Let it be now so my Grandchildren are spared the cruel effect of ObamaScoialized Health Insurance Tax, or OSHIT!
Sounds like a lot of folks are going to get lessons in the consequences of being clueless, in the school of hard knocks.
As much as we might like to push that whole gaggle of complicit insurers down the stairs, however, unless somehow we can reinvent the healthcare finance world completely independently before the Blues become a fond memory, we are stuck having to redeem that resource. I mean what else would you really do, once YOU return to reality?
...I mean, there is an advantage to being known as the guys who saved their skin. They will probably eat out of your hand for a good long time.
Because for years after the Eighteenth Amendment, no one could buy a drink anywhere.
Long before the insurers are in any danger of going under, they will be able to exert the kind of pressure for repeal that they exerted for passage IN SPADES.
What they expect is that no one is going to call their bluff.
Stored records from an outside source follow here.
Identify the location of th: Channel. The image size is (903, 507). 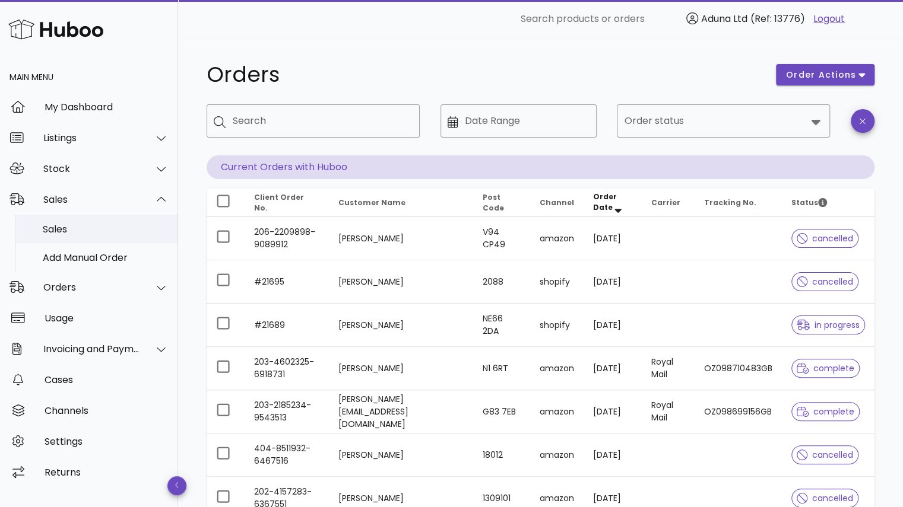
(557, 203).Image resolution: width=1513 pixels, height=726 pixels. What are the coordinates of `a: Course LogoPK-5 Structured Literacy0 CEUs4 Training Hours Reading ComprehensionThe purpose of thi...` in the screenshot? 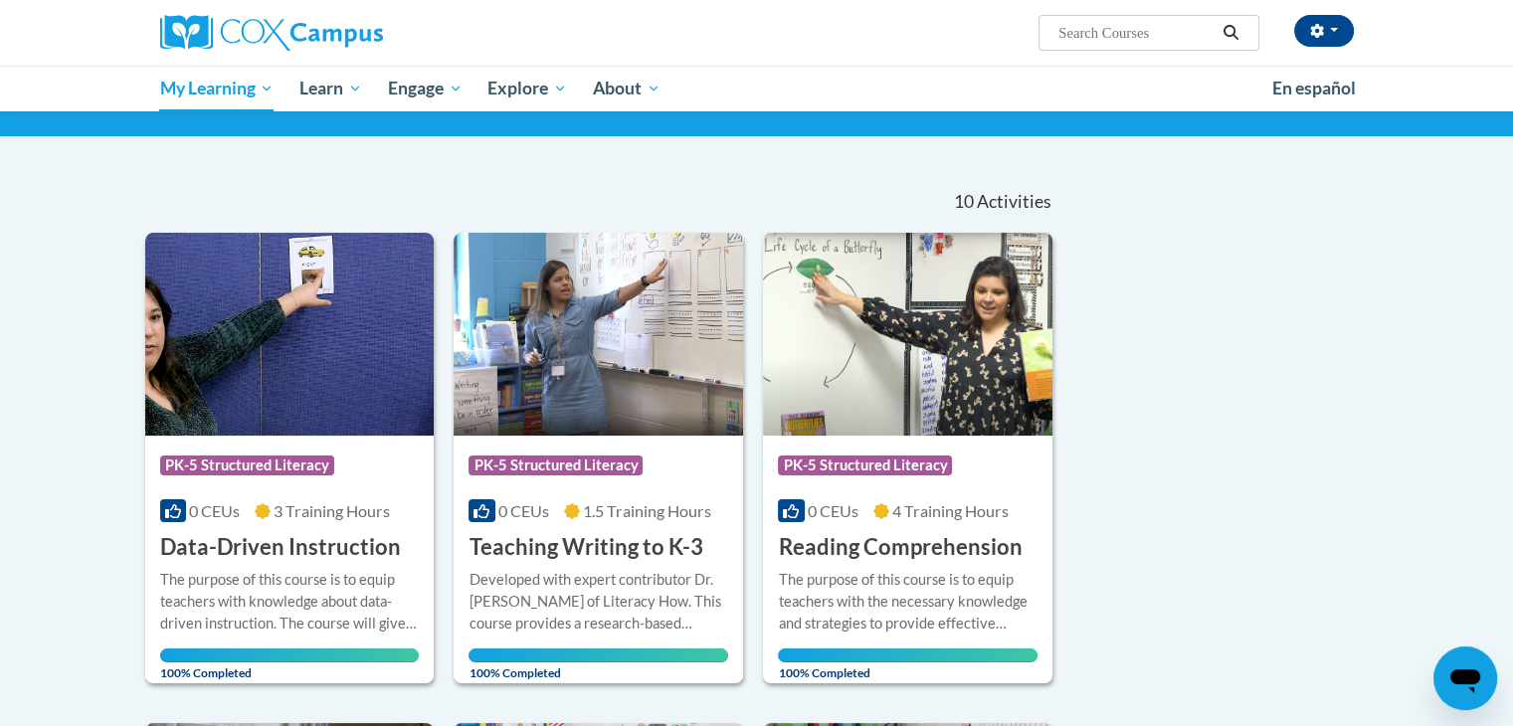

Sorry, I'm not folding without calling them. Given what the government has done with healthcare so far, there is going to be absolutely ZERO pressure to pass a single payer plan. Whatever happens to existing insurers, there is never going to be any pressure to do that. The pressure for single payer will become enormous if we curl up like a bunch of puss!es and give them what they want, while Rat politicians scream for years about how taxpayers and "the Republican Plan" are holding up Big Healthcare.
No thanks. What reality do you live in?
In a decade or so they’ll run out of property to seize. Then what? Idiots!
If this one page bill doesn't work, I highly doubt one drafted by the current Congress will.
Yep. We either pay for the bailout or we pay for "free" insurance for everyone. Part of obama's removal of the middle class.